Dr. Christopher Sheklian, the director of the Eastern Diocese’s Krikor and Clara Zohrab Information Center, participated in the first meeting of the Seminar on Orthodoxy and Human Rights, at Fordham University on March 20-22. Convened by Fordham’s Orthodox Christian Studies Center, the five-year project pairs scholars and journalists in a study of Orthodoxy and human rights around the world.

The seminar worked within a broad understanding of Orthodox Christianity, that includes not only Eastern Orthodox but also Oriental Orthodox traditions such as the Armenian Church. For this first meeting, participants came from the United States, Greece, and Russia. While they represented a wide range of disciplines, Dr. Sheklian was the only scholar in the group working in the field of Armenian Apostolic Christianity.

The sessions included presentations on the Moscow Patriarchate’s promotion of alternative ideas of human rights at the United Nations, the status of the Coptic Church in Egypt and America, and a discussion with the noted legal historian Samuel Moyn.
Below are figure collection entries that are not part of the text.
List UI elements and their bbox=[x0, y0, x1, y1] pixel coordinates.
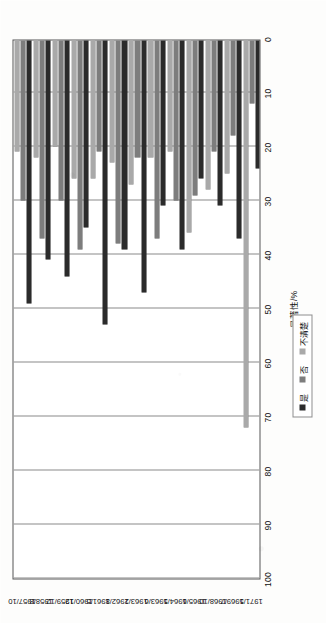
bar-group bbox=[127, 40, 146, 578]
value-tick-label: 100 bbox=[262, 572, 272, 587]
bar bbox=[33, 39, 38, 157]
bar bbox=[39, 39, 44, 238]
bar bbox=[179, 39, 184, 249]
category-axis: 1957/101958/81959/121960/121961/51962/81… bbox=[12, 579, 260, 623]
value-tick-label: 80 bbox=[262, 466, 272, 476]
bar bbox=[58, 39, 63, 200]
category-tick-label: 1963/2 bbox=[126, 579, 145, 623]
value-tick-label: 70 bbox=[262, 412, 272, 422]
bar bbox=[26, 39, 31, 303]
legend-swatch-icon bbox=[299, 376, 305, 382]
bar bbox=[45, 39, 50, 259]
bar bbox=[198, 39, 203, 178]
category-tick-label: 1969/7 bbox=[222, 579, 241, 623]
bar bbox=[102, 39, 107, 324]
bar-group bbox=[89, 40, 108, 578]
category-tick-label: 1971/5 bbox=[241, 579, 260, 623]
legend-item[interactable]: 是 bbox=[297, 393, 308, 410]
bar bbox=[255, 39, 260, 168]
bar bbox=[96, 39, 101, 151]
bar bbox=[217, 39, 222, 205]
bar bbox=[128, 39, 133, 184]
bar-group bbox=[70, 40, 89, 578]
bar bbox=[192, 39, 197, 195]
bar bbox=[14, 39, 19, 151]
bar-chart bbox=[12, 39, 260, 579]
bar bbox=[52, 39, 57, 146]
bar bbox=[71, 39, 76, 178]
bar-group bbox=[223, 40, 242, 578]
category-tick-label: 1964/5 bbox=[165, 579, 184, 623]
legend-swatch-icon bbox=[299, 348, 305, 354]
category-tick-label: 1960/12 bbox=[69, 579, 88, 623]
bar bbox=[115, 39, 120, 243]
plot-area bbox=[12, 39, 260, 579]
bar bbox=[173, 39, 178, 200]
bar bbox=[167, 39, 172, 151]
legend-swatch-icon bbox=[299, 404, 305, 410]
value-axis: 1009080706050403020100 bbox=[262, 39, 284, 579]
bar bbox=[77, 39, 82, 249]
bar-group bbox=[242, 40, 260, 578]
bar bbox=[211, 39, 216, 151]
category-tick-label: 1957/10 bbox=[12, 579, 31, 623]
bar-group bbox=[108, 40, 127, 578]
bar-group bbox=[166, 40, 185, 578]
value-tick-label: 10 bbox=[262, 88, 272, 98]
bar-group bbox=[13, 40, 32, 578]
bar bbox=[243, 39, 248, 427]
bar bbox=[64, 39, 69, 276]
bar bbox=[154, 39, 159, 238]
bar-group bbox=[147, 40, 166, 578]
legend-item[interactable]: 否 bbox=[297, 365, 308, 382]
bar-group bbox=[51, 40, 70, 578]
legend-label: 不清楚 bbox=[297, 321, 308, 345]
value-tick-label: 50 bbox=[262, 304, 272, 314]
bar bbox=[109, 39, 114, 162]
bar bbox=[230, 39, 235, 135]
rotated-scan-page: 1957/101958/81959/121960/121961/51962/81… bbox=[0, 0, 326, 623]
axis-title: 显著性/% bbox=[286, 39, 298, 579]
category-tick-label: 1963/6 bbox=[146, 579, 165, 623]
bar bbox=[83, 39, 88, 227]
bar-group bbox=[32, 40, 51, 578]
value-tick-label: 60 bbox=[262, 358, 272, 368]
bar-group bbox=[204, 40, 223, 578]
value-tick-label: 90 bbox=[262, 520, 272, 530]
bar bbox=[90, 39, 95, 178]
bar bbox=[147, 39, 152, 157]
bar bbox=[121, 39, 126, 249]
bar-group bbox=[185, 40, 204, 578]
value-tick-label: 0 bbox=[262, 37, 272, 42]
legend-item[interactable]: 不清楚 bbox=[297, 321, 308, 354]
bar bbox=[20, 39, 25, 200]
bar bbox=[134, 39, 139, 157]
category-tick-label: 1968/10 bbox=[203, 579, 222, 623]
bar bbox=[205, 39, 210, 189]
value-tick-label: 40 bbox=[262, 250, 272, 260]
bar bbox=[141, 39, 146, 292]
value-tick-label: 30 bbox=[262, 196, 272, 206]
bar bbox=[160, 39, 165, 205]
bar bbox=[236, 39, 241, 238]
value-tick-label: 20 bbox=[262, 142, 272, 152]
bar bbox=[249, 39, 254, 103]
chart-legend: 是否不清楚 bbox=[292, 314, 312, 417]
bar bbox=[186, 39, 191, 232]
bar bbox=[224, 39, 229, 173]
legend-label: 否 bbox=[297, 365, 308, 373]
legend-label: 是 bbox=[297, 393, 308, 401]
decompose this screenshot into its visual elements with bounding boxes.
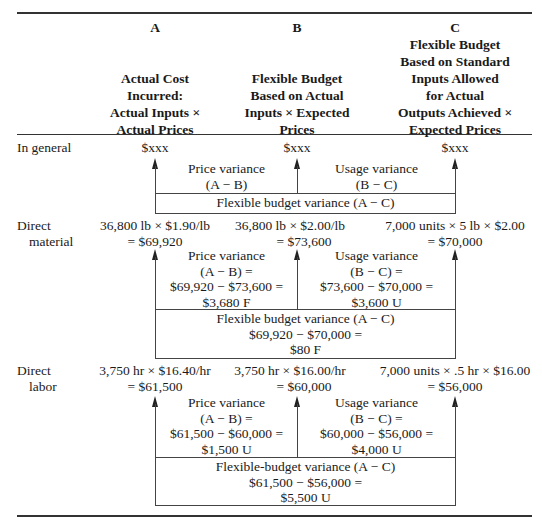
column-letter: A bbox=[95, 19, 215, 36]
price-variance-cell: Price variance (A − B) bbox=[156, 161, 297, 192]
price-variance-cell: Price variance (A − B) = $69,920 − $73,6… bbox=[156, 248, 297, 310]
usage-variance-cell: Usage variance (B − C) bbox=[298, 161, 455, 192]
value-c: 7,000 units × 5 lb × $2.00 = $70,000 bbox=[370, 218, 540, 250]
value-b: 36,800 lb × $2.00/lb = $73,600 bbox=[225, 218, 355, 250]
usage-variance-cell: Usage variance (B − C) = $73,600 − $70,0… bbox=[298, 248, 455, 310]
value-a: 3,750 hr × $16.40/hr = $61,500 bbox=[90, 363, 220, 395]
usage-variance-cell: Usage variance (B − C) = $60,000 − $56,0… bbox=[298, 395, 455, 457]
bottom-rule bbox=[17, 515, 532, 517]
value-c: $xxx bbox=[415, 140, 495, 156]
value-a: $xxx bbox=[115, 140, 195, 156]
price-variance-cell: Price variance (A − B) = $61,500 − $60,0… bbox=[156, 395, 297, 457]
divider bbox=[155, 193, 456, 194]
top-rule bbox=[17, 12, 532, 14]
line-c bbox=[455, 404, 456, 505]
column-header-c: C Flexible Budget Based on Standard Inpu… bbox=[370, 19, 540, 138]
row-label-direct-material: Direct material bbox=[17, 218, 73, 250]
column-header-b: B Flexible Budget Based on Actual Inputs… bbox=[222, 19, 372, 138]
value-b: 3,750 hr × $16.00/hr = $60,000 bbox=[225, 363, 355, 395]
column-letter: B bbox=[222, 19, 372, 36]
row-label-direct-labor: Direct labor bbox=[17, 363, 57, 395]
row-label-in-general: In general bbox=[17, 140, 71, 156]
line-c bbox=[455, 257, 456, 358]
value-a: 36,800 lb × $1.90/lb = $69,920 bbox=[90, 218, 220, 250]
column-header-a: A Actual Cost Incurred: Actual Inputs × … bbox=[95, 19, 215, 138]
divider bbox=[155, 457, 456, 458]
value-c: 7,000 units × .5 hr × $16.00 = $56,000 bbox=[365, 363, 542, 395]
line-c bbox=[455, 166, 456, 213]
box-bottom bbox=[155, 358, 456, 359]
value-b: $xxx bbox=[257, 140, 337, 156]
flex-variance-cell: Flexible-budget variance (A − C) $61,500… bbox=[156, 459, 455, 506]
column-letter: C bbox=[370, 19, 540, 36]
flex-variance-cell: Flexible budget variance (A − C) bbox=[156, 195, 455, 211]
box-bottom bbox=[155, 213, 456, 214]
flex-variance-cell: Flexible budget variance (A − C) $69,920… bbox=[156, 311, 455, 358]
Dr. Sheklian plans to use the support of the seminar to publish a book on the religious minority rights of Armenians in Turkey, and an article on how the Armenian Church’s Christological position might influence the idea of the human person integral to human rights.

The Seminar on Orthodoxy and Human Rights will meet again next year in March. The project is funded by the Henry Luce Foundation and the Leadership 100 Research Project.

Above: Diocesan Zohrab Center director Dr. Chris Sheklian with the directors of the Orthodox Christian Studies Center at Fordham University: Dr. George E. Demacopoulos (left) and Dr. Aristotle Papanikolaou (right).